Do copy testing for the digital age

Contributors

@paul-boag


Business Benefits

Conduct modern copy testing that delivers qualitative feedback to inform choices for direct-response copy.


Develop your research goals and questions for testing your copy.

  1. First, start with defining your research goals.
  2. Create a list of things you want to learn from copy testing. You can ask yourself: What is it that you want to know? Focus on uncovering friction and copy blind spots.
  3. Next, formulate your research questions accordingly.
  4. For example, you can ask questions about overall copy such as, “What doubts and hesitations do you have about this?” or a specific section of the page “On a scale of 1 to 5, how interesting is this?”.

Recruit between five and fifteen panelists to be part of your study.

Find people interested in your offer or your target audience, but are not customers yet to avoid bias. For example, for consumer products, interest-based Facebook groups are a good place to find people. For specific B2B customers, recruit from LinkedIn. Compensate the panelists for their time. The more niche or hard to get people are, the more you need to pay them.

Conduct qualitative research sessions with each of your panelists.

Run individual research sessions with each panelist. You can use any video conferencing tool with screen-sharing functionality to conduct your research. Ask the research questions you have prepared as the panelist reads the copy.

Create a spreadsheet to gather all your research data in one place.

Compile all the questions and answers you got from the panelists on your spreadsheet. Alternatively, use tools like Wynter to automate the research process for you.

Analyze quantitative research results to determine if your message is clear, makes people care, and makes them want to keep reading.

To assess how clear your message is, you can ask:

  • Do users understand your headline?
  • Do users understand your value proposition?
  • Is jargon or awkward phrasing getting in the way?

To assess how much people care, you can ask: Are you talking about the things that people care about?

To assess how much people want to keep reading, you can ask:

  • How interesting is the copy that comes after your headline?
  • Are you doing a good job of engaging your customers?

To ensure the answers are quantitative, ask for either yes or no answers, or a sliding scale (1-5).

Analyze qualitative research results to find places where your copy is incomplete, unclear, or offensive to your audience.

Use qualitative research to determine the words that your copy is missing. Identify incomplete or unclear product information as this can cause consumers to abandon their purchase. For example, after running a copy test on their website’s primary benefit page, SwipeGuide learned that testers were skeptical despite highlighting real, ROI-focused outcomes. They corrected this by embedding details about who achieved those results using testimonials from real people at real companies and explaining how they did it.

Assess qualitative research to determine when the words and copy you choose, do not resonate with your audience.

Identify trigger words that really turn your audience off based on the feedback you get. For example, SwipeGuide catalogues both good and bad keywords revealed in their qualitative research analysis. Another example, CXL conducted qualitative research to identify words and phrases that did not resonate with their audience. CXL found that certain words, like “Badass,” negatively triggered their audience and were able to remove them from their copy.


→ **EXERCISE DESCRIPTION**
In the copy, include every entry exactly but none of the images.

Text-to-region grounding data:

************

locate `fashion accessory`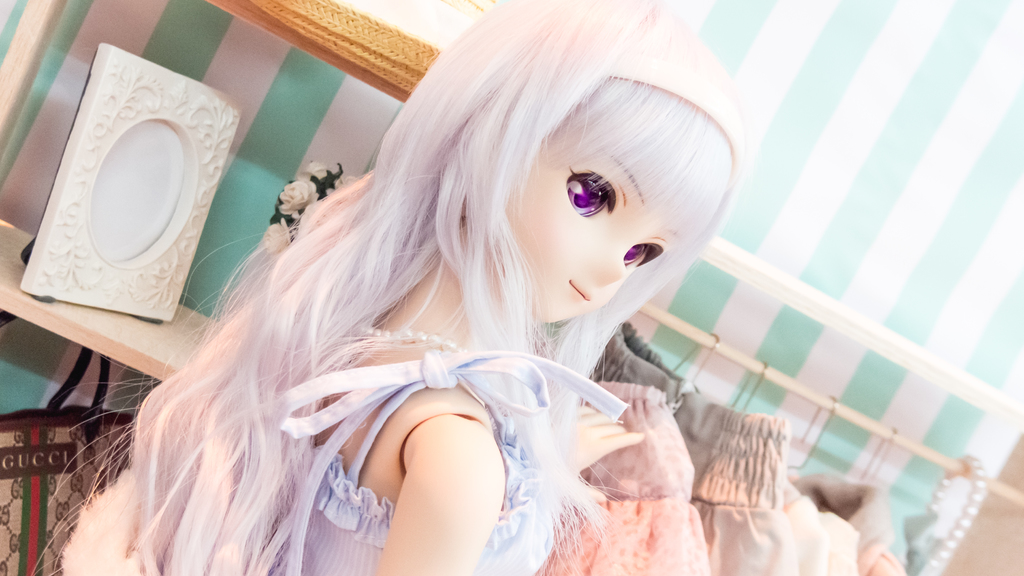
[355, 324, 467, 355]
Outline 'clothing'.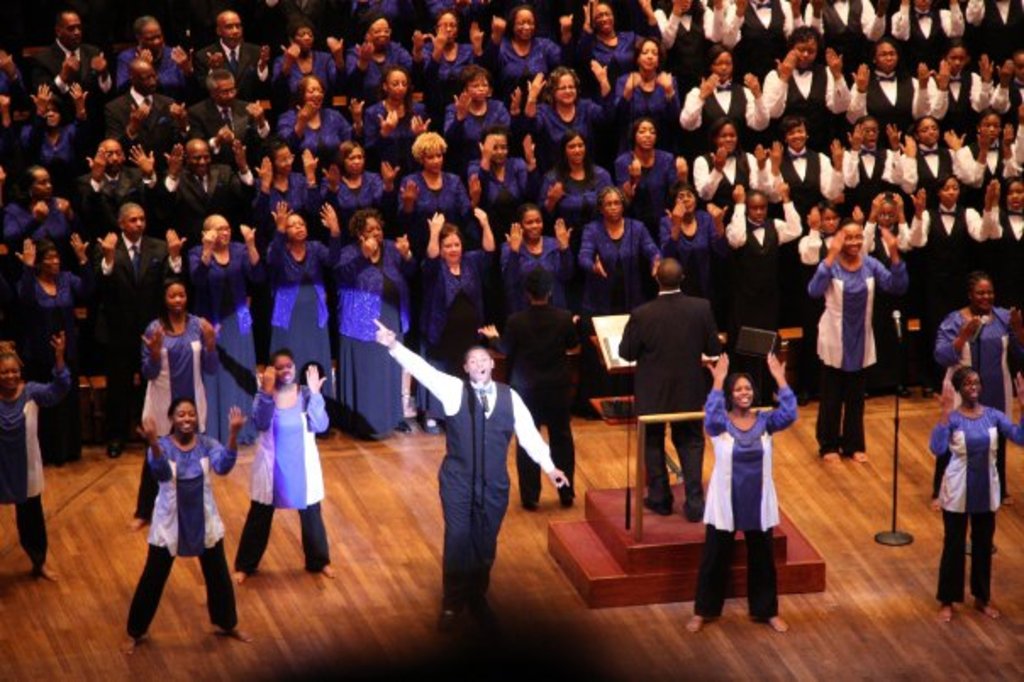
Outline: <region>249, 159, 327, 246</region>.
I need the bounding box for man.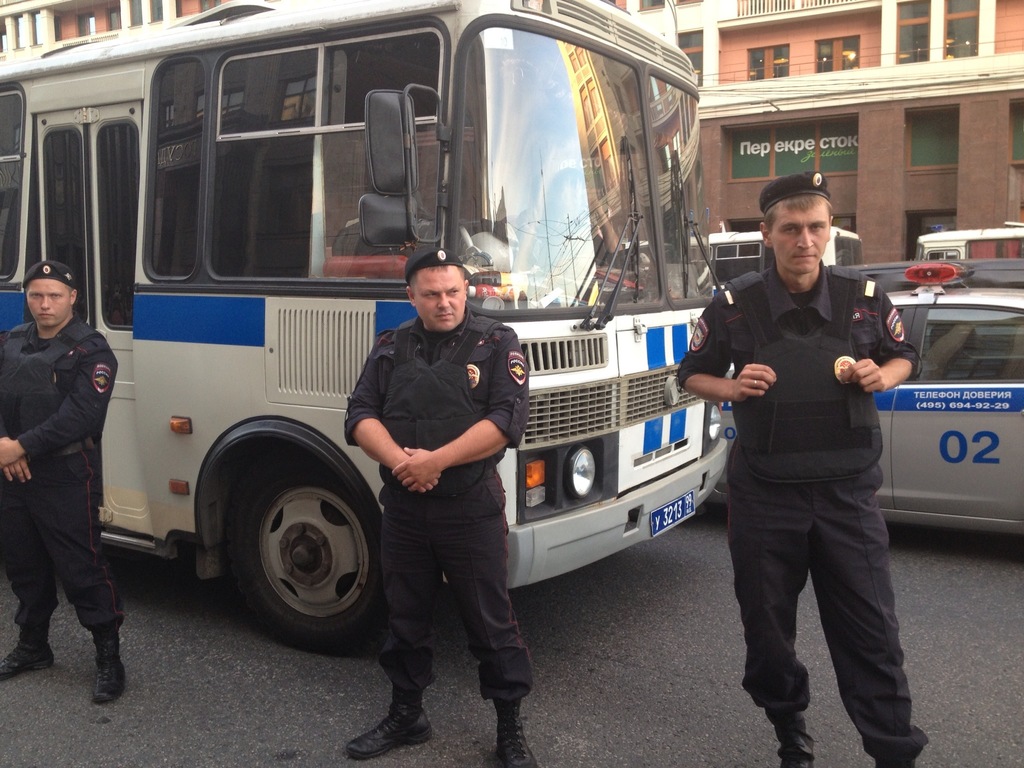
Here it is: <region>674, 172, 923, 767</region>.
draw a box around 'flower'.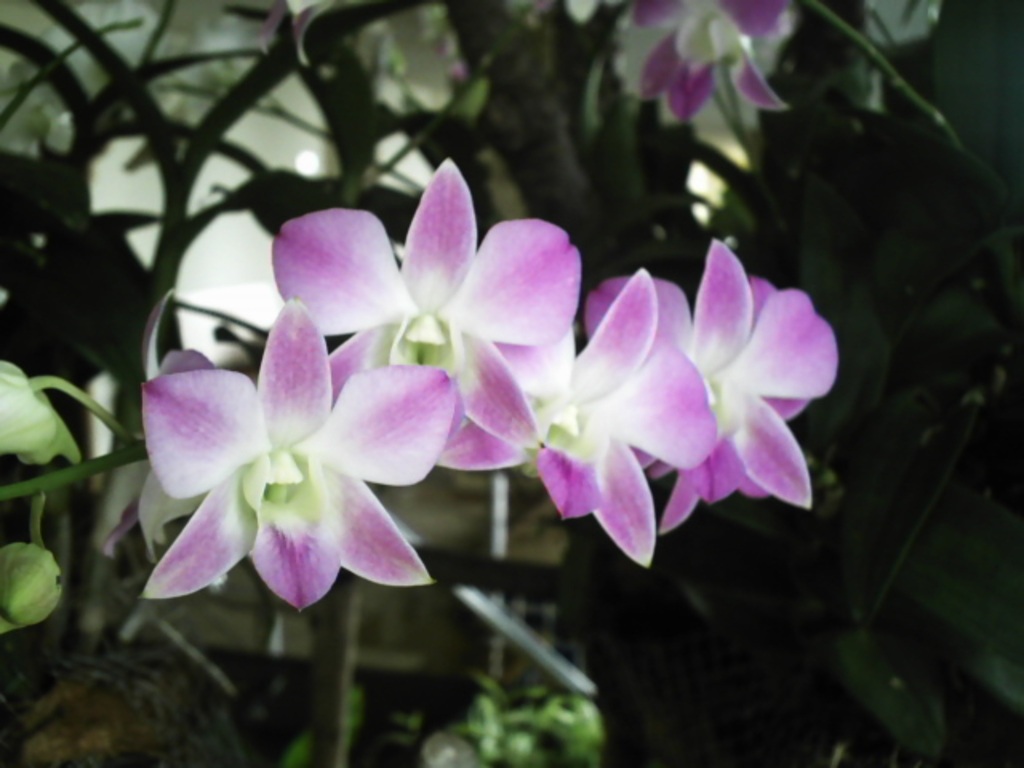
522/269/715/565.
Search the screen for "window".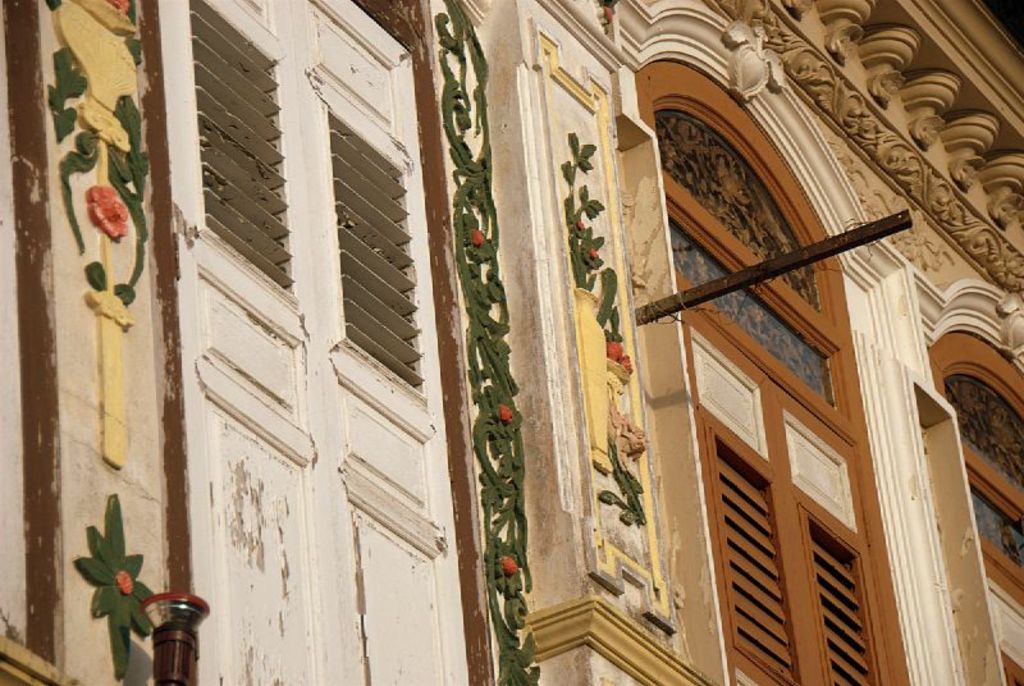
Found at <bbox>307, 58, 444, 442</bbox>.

************

→ **ANSWER TO THE EXERCISE**
locate `fashion accessory`
[355, 324, 467, 355]
Outline 'clothing'.
Outline: <region>249, 159, 327, 246</region>.
I need the bounding box for man.
Here it is: <region>674, 172, 923, 767</region>.
draw a box around 'flower'.
522/269/715/565.
Search the screen for "window".
Found at <bbox>307, 58, 444, 442</bbox>.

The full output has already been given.